To a person with almost no artistic talent, UI Semantics was a god send as it did most of the formatting as well as design for you. It could help you neatly design icons, images, div boxes and organize them without the pain of calling position or moving over elements by 1px everytime to get it right. However, using raw HTML and CSS can give a lot more freedom with the options and tools they provide.
Say you were baking cookies one day and you decided that you wanted them in a certain shape. You essentially have two options here, risk it by trying to make a cookie mold yourself or shaping the cookies yourself or hope to find a cookie mold online that fits your exact design or find something similar. If you try to risk it by making the mold yourself or shaping them yourself, you might fail and end up with some horrendous shape or end up making something beautiful. On the other hand you can scour the stores maybe finding the perfect mold but maybe having to settle for something similar or even nothing at all. This example illustrates the two sides of HTML and CSS as well as UI Semantics as you could try shape out the perfect website with the freedom from HTML and CSS or use the formats in UI Semantic to already shape out most if not all of the elements of the page for you.
However when designign a website I personally think that it mostly comes down to artistic design with some coding sprinkled in there. You have to ask yourself does this color match this one, would this div box look out of place here, how can I move this element to a certain place? While all solvable with HTML and CSS, what if a person doesn’t have that kind of artistic ingenuity, it is much easier as well as nicer if they could have most things formatted for them. As when I made my first web page using HTML for a school project, it looked terrible, something akin to a kids drawing compared to what some of my ohter classmates made. When I first tried out UI semantics, I thought it was very helpful as I didn’t have to worry too much about centering div boxes a certain way or controlling the margins and paddings to look perfect, it was already done for me.
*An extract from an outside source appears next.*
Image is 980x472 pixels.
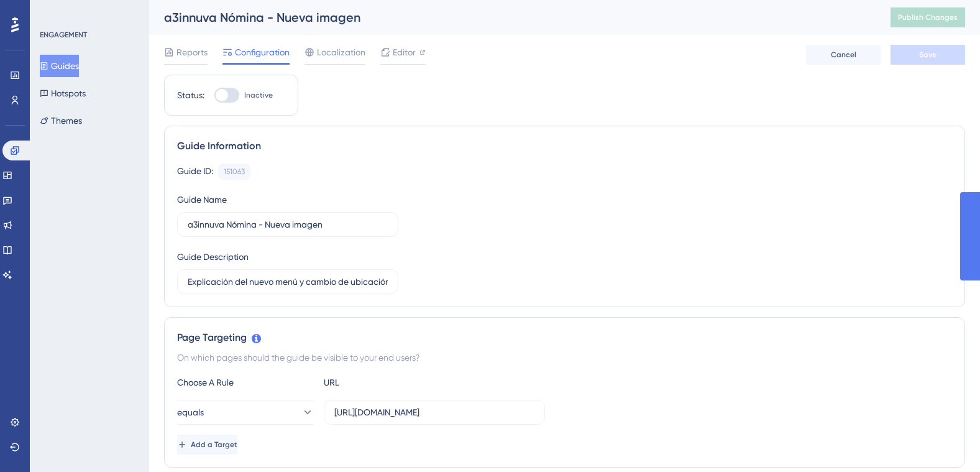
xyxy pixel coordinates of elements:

Having a good balance of HTML and CSS along with UI Semantics is one of the best choices for everyone in my opinion regardless of artistic or architecture talent. Say someone already had their whole website planned out, where to put the div boxes, images, paragraphs, inputs, they might find that there is an easier way of placing them using UI Semantics rather than eyeballing it through position or floats. While people who don’t know where to start are given frameworks to build off of with UI Semantics and they can add a little of their artistic touch with HTML and CSS, whether it be changing the color or moving some elements to the side. UI semantics is overall a great tool to use with HTML and CSS.